Bex is depressed by her dad's incarceration, but Maize evidently can’t fix that; fairies don’t get involved in legal issues. That seemed a bit arbitrary to me since no real explanation was given, but hey, it’s a kid's fairy story, so let it ride. Actually, even that was somewhat amusing. The other three girls rebel and return their fairies to Bex! They can't stand the disruption that the fairies cause! Evidently they don't have the logic to work out that they must make very specific requests (they're kids, after all), and here's where the sorry truth comes out: the fairies themselves are rejects! They were kicked out of fairy land. I love this.
So the other three girls 'return' their fairies to Bex, not wanting them around any more, but Bex refuses to give up on them. The one thing I don’t get is why Bex never thinks of saving the school programs that are scheduled to be cut by asking her fairy to help. That might result in disaster of course, so it's as well that she doesn't. Instead, she takes the admirable tack of organizing a feisty rebellion (even if it's misguided)! She doesn’t seem to get that rebelling isn't going to make money appear (maybe that's a job for a fairy?), but it works out in unexpected ways. Unexpected is one of the attractions of this novel and made me keep on reading it. I have to include here a mention of the school show. As part of Bex's plan, the kids disrupt the school talent show and the "modern version" of Jack and the Beanstalk performed by Charlie and Santiago was hilarious.
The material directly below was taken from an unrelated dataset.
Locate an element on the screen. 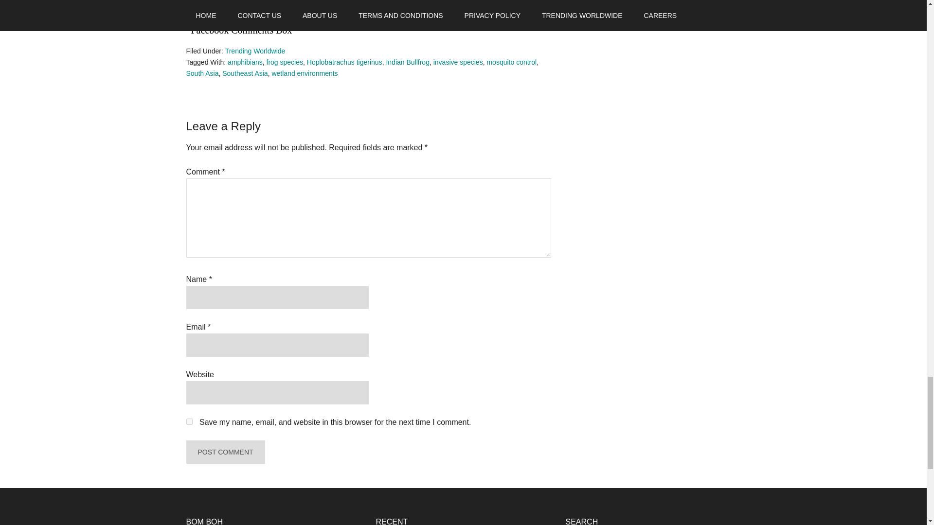 Image resolution: width=934 pixels, height=525 pixels. South Asia is located at coordinates (202, 73).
I don't know where Smith comes up with these notions, but I sincerely hope she doesn't lose the knack of it.
I love the notes going back and forth between Bex and one of her teachers, including her, um, creative spelling. There was an interesting episode on page 104 where Bex writes "fortay" and I was ready to add it to the errata when I realized it was a Bex note, intentionally misspelled. It should, of course, be "forte", which technically is pronounced 'fort', but everyone mispronounces it, including me. People tend to confuse it with the musical term which is spelled the same, and actually is pronounced 'fortay'. So let me just conclude with the one expected result of this novel: that things would work out in the end (but not everything - we need something left open for the sequels, right?!).
Anyway, I can't post any more spoilers much as I would love to keep raving about this. I highly recommend this novel and seriously plan on getting my hands on the series. Yeah, I can't believe I actually liked a (literal) fairy story, but I did! It was too much fun to not like, and it just goes to prove that you should never say never! I recommend this novel for appropriate ages and other ages, and I rate it a worthy read.